Through the first half of the 70's, the station evolved into a mixed R&B/Top 40 format.  Radio Montgomery (then-owners of WMGY and FM WAJM/WMGZ) sold their FM outlet to WRMA in the mid-70's. They'd turn it into an Easy Listening station as 103.3 WREZ.  This station, meanwhile, ditched the R&B to go straight ahead with Top 40.

The station was acquired by Brien Broadcasting Corporation (Cleve J. Brien, President) in 1977.  Under their ownership, the station flipped to a full Rock format as WLSQ.  Those call letters and their "95 Rock" slogan were supposedly a tribute to Chicago's legendary WLS radio.  The timing was notable as the city's FM rock stations had all recently abandoned rock for top 40, stranding the rock audience.

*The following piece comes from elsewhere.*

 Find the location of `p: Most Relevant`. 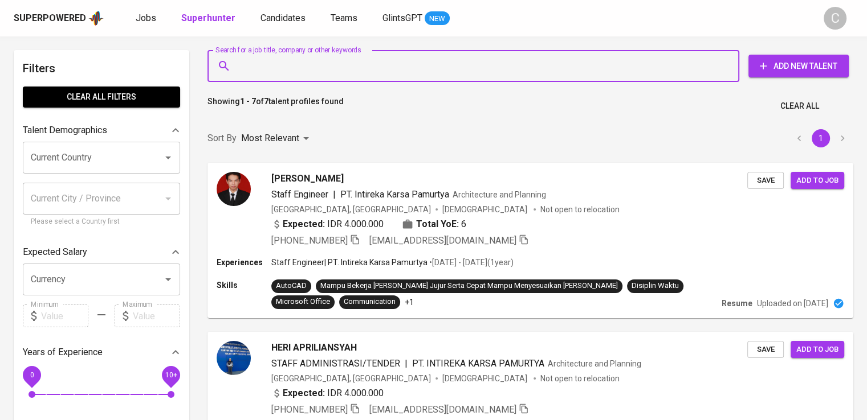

At midnight on 19 March of 1987 the AM picked up the WREZ calls to match WREZ-FM, dropping the AOR format to simulcast the FM's Easy Listening format. In August of that year, the AM and FM were acquired by U.S. Broadcasting.  Later, in November of 1987, the FM became "Sunny 103" WSYA-FM with an Adult Contemporary format.  This station became WSYA about a year later, simulcasting the FM. 

In 1993, Colonial Broadcasting acquired this station and it's FM companion. It may have been around this time that the second site for nighttime operation was dismantled.  Early in 1994 the FM became WMXS, but it was still a simulcast with this station, which still held on to the WSYA calls.  For a short period in the mid-90's, the station tried a Nostalgia format, but soon flipped to an ambitious All-News format, picking up the WNZZ calls in April of 1995.  The news format was a mix of national and local news, with TV simulcasts, but it failed to find footing in a smaller market such as Montgomery, and by late 1997 the station was back to satellite-fed Nostalgia.  The station did, however, retain a relatively long block of simulcasting WSFA-TV's morning news programs.

Montgomery's Colonial Broadcasting was swallowed up by Cumulus in the winter of 1997/1998.  As Cumulus expanded its portfolio of stations in the market, it wound up having to place this station in a trust to stay under the ownership caps.  In 2011 this station moved to the Volt Radio Trust, where it stayed until June of 2016, when it was announced that Shelby Broadcast Associates (Lee and Andrea Reynolds, otherwise known as Reynolds Technical Associates) were acquiring the station for $55,000 cash.  At the time of this purchase, Reynolds was also in the process of moving WLDA from Dothan to Hope Hull, where it would reside on 93.5 MHz.  It was rumored that one or both stations would feature a sports format when the license transfer completed; the license transfer happened in the third week of August 2016.  The station and translator it's associated with were quickly spun off to Roscoe "Killer" Diller's Autaugaville Radio, owners of the WKXK/WKXN simulcast south of Montgomery.  The stations went off the air after the sale and were expected to return with a format different from the previous nostalgia format at some point.  The sale was made official at the start of November 2016.  Around that time, the new owners reserved the WZKD calls.  The station was reported on air in mid-January 2017 airing "The Big Station" Hip-Hop format heard on the company's two FM's south of town, WKXK/WKXN, but that was apparently just a placeholder for an Adult R&B format that launched in March as "KD 94.1".  It appears that as of March 2017, the KD format also found its way back to the other two FMs, and they are all now airing the same programming.